Hopkins - A period of probation
Hopkins’ training as a priest took him to a number of places in the next four years:
- He undertook brief spells of teaching or parish duties in Chesterfield, Stonyhurst, and London
- He returned to Oxford, as curate at St. Aloysius’. Here, too, he wrote a number of poems, but he does not seem to have connected with university life in any way, his parish duties absorbing his attention
- A brief curacy in Leigh outside Manchester (where, from what survives in written form, he preached his best sermons)
- An appointment as Select Preacher at St. Francis Xavier's, a big Catholic church in Liverpool. The appointment lasted from January 1880 to August 1881
- A temporary appointment to Glasgow
- His final retreat, or third part of his novitiate, at Manresa House.
It was only now that he was fully a Jesuit.
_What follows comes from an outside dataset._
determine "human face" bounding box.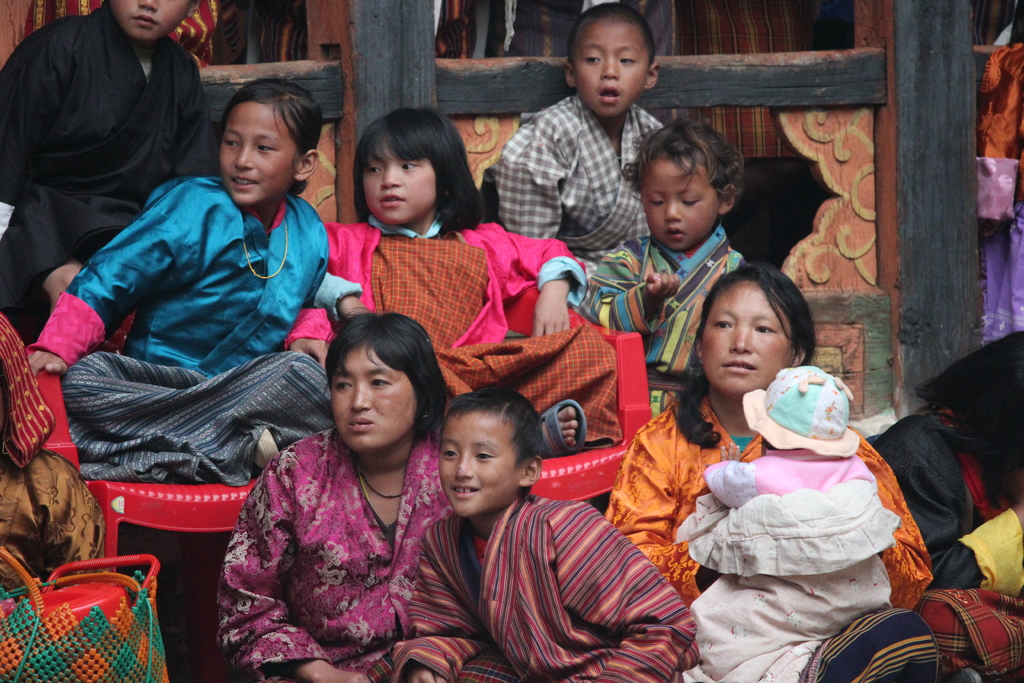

Public rejection of Hopkins' work
Hopkins made a few attempts to get poems published, with permission from his superiors, but his poetic style was now so different from Victorian taste that rejection was almost inevitable. Fortunately, he continued to conduct correspondence with:
- Bridges
- R.W.Dixon, his old schoolteacher, now a canon in the Church of England, who had published a book of verse
- the poet and Catholic convert, Coventry Patmore.
It is from this correspondence and from a journal that he had kept from Oxford days till 1875 that we learn of his own poetic and spiritual development.